Sales Repository

The biggest example of entropy in enterprise business has to be the sales portal. This can be a dumping ground from all parts of the organization who follow the mantra “more is more” and cleaning it up can be politically fraught because by definition it is often contributed to by many, but owned by none.

The problems with an uncurated sales portal or content repository are numerous:

  • Hard to navigate and discover content
  • Filled with out of date and redundant content that reps may use with customers
  • Because of the low average quality, reps will often just pull down the few items they think are useful and never come back
  • These out of date items, and the reps legacy local copies mean that customers are seeing content that is no longer up to date and possibly inaccurate

Sales Repository Solutions

Depending on the size of the organization and the existing tech stack, there are numerous options I’ve found that have worked in practice:

  • Google Drive: if your organization is a google shop, Drive is a great – albeit basic – cloud file organization system.

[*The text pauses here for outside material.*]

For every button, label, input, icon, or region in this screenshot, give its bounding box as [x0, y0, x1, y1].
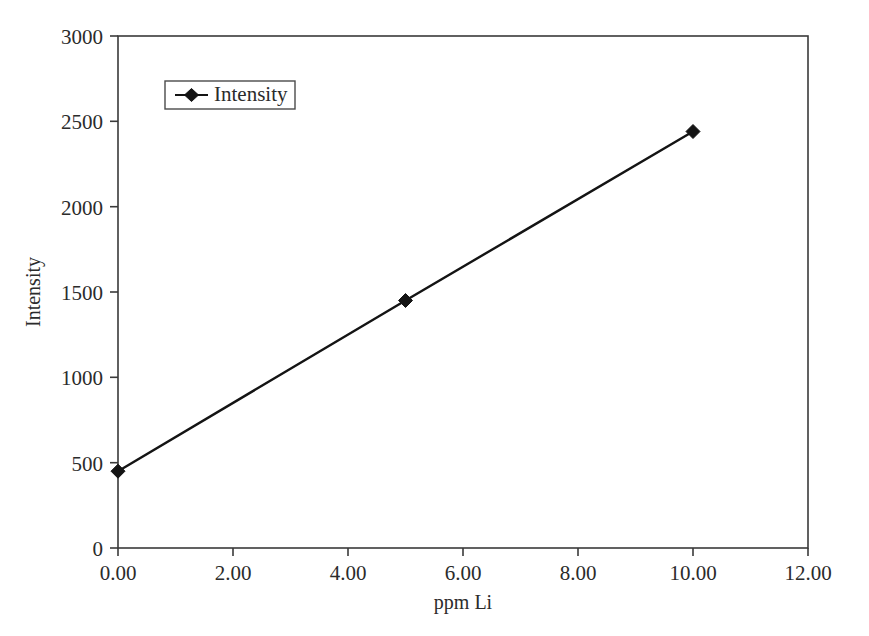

You can organize by folders and permission different sections of the “Sales Central” shared drive to allow different content providers (marketing, ops, even reps) to contribute content. Auditing is not strong, but there are google extensions in sheets that can catalog the entire repository to give you a full list of content, who owns it and how old it is. Of course it is the backbone of google docs, slides and sheets and makes integrating content that much easier (e.g. linking from an overview slide deck that catalogs all the customer facing decks available to the specific decks to allow reps to choose the right one, make a copy and make it their own.)
  • Google Sites: this can be a helpful and free layer on top of google drive to allow page layout, role based landing pages and has numerous plug ins to allow things like a customer story repository that can be filtered by industry or company size; an enablement calendar that everyone can add to their own calendar to see what events are coming up etc.
  • Sales portals: Highspot is one I’ve used at many companies. It has an easy to use interface, integrates with many different systems including Google Drive, Salesforce (where it can promote relevant content based on Salesforce fields on an account or opportunity). The search is excellent. It also provides customer facing roles with a way to share content with prospects and customers in such a way that they can see when customers look at the content and give them additional insight into customer behavior.
  • Salesforce: I wouldn’t recommend currently. Salesforce’s content strategy has been (and I’m putting this kindly) a disaster. Documents, attachments, chatter files, other files… I’m sure someone there is working to address it, but they haven’t succeeded yet.

Cleaning up the content

Solving for this requires a few clear steps to ensure only the best content ends up in the repository, that it’s clear where it’s from and its’ shelf-life, and that there is clearly defined ownership over the entire repository.

  1. Define the boundaries: what/where is this portal, who is it for and where exactly are you sending people (i.e. a URL)
  2. How is content organized, this can be by audience, by department – more advanced portals like Highspot or Seismic let you organize dynamically
  3. Create an ownership committee if needed, or name one department responsible for upkeep. This doesn’t mean they can just blow away content at will, but they are responsible for maintaining the overall quality of the repository
  4. Audit, audit, audit. Many tools provide in depth visibility into how much content is used and by whom. If content is unviewed for 30 days or 90 days, it’s a sign that it’s either of no value, or it’s not being found because of it’s title, tags, location or permissions settings.
  5. Market the repository, train users on how it’s organized. Just because it makes sense to you, not everyone in the organization will intuitively understand how content is broken down
  6. Trust the search: tools like highspot and even google drive have such powerful search engines that many users may be happy to just search content if they know what they’re looking for. If not, that’s where a clear navigation hierarchy can come in handy.